**** Exercise data

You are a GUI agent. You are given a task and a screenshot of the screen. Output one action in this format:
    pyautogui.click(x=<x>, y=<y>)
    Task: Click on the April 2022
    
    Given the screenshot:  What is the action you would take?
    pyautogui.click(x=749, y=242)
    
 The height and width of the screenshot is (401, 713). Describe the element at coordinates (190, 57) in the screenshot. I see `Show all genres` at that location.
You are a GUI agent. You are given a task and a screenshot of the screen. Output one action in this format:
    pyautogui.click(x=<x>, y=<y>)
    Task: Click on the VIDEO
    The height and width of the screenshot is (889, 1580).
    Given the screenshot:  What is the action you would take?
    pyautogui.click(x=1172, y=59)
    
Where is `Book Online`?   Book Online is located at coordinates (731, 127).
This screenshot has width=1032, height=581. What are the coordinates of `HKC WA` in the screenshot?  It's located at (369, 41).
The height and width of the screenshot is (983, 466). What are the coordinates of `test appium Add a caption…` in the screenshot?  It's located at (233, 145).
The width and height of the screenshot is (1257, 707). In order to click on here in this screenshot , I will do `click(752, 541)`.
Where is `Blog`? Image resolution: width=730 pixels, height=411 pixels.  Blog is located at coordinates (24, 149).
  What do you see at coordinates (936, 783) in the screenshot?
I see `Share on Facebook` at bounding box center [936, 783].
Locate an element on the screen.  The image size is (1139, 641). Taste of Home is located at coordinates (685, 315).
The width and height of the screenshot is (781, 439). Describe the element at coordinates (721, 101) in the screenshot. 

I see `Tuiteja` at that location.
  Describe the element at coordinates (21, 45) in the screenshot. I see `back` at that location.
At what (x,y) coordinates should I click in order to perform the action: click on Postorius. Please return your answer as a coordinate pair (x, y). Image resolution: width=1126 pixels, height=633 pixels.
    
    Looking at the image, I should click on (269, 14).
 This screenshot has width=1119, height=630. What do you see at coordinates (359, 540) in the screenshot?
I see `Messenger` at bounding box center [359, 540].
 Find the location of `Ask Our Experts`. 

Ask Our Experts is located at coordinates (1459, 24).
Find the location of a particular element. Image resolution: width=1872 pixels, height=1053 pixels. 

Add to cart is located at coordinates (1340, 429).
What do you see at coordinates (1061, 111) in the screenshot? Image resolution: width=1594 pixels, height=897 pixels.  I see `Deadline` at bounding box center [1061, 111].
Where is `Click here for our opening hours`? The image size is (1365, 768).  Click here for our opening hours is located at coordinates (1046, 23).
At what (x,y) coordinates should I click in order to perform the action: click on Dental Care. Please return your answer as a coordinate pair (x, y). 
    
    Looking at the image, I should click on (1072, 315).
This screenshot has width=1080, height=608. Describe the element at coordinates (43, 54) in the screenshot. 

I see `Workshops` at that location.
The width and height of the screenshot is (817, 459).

********

- **Exercise details**
Where a line in the material above holds "size", copy that line.

- **Written response**
Locate an element on the screen.  The image size is (1139, 641). Taste of Home is located at coordinates (685, 315).
Where is `Click here for our opening hours`? The image size is (1365, 768).  Click here for our opening hours is located at coordinates (1046, 23).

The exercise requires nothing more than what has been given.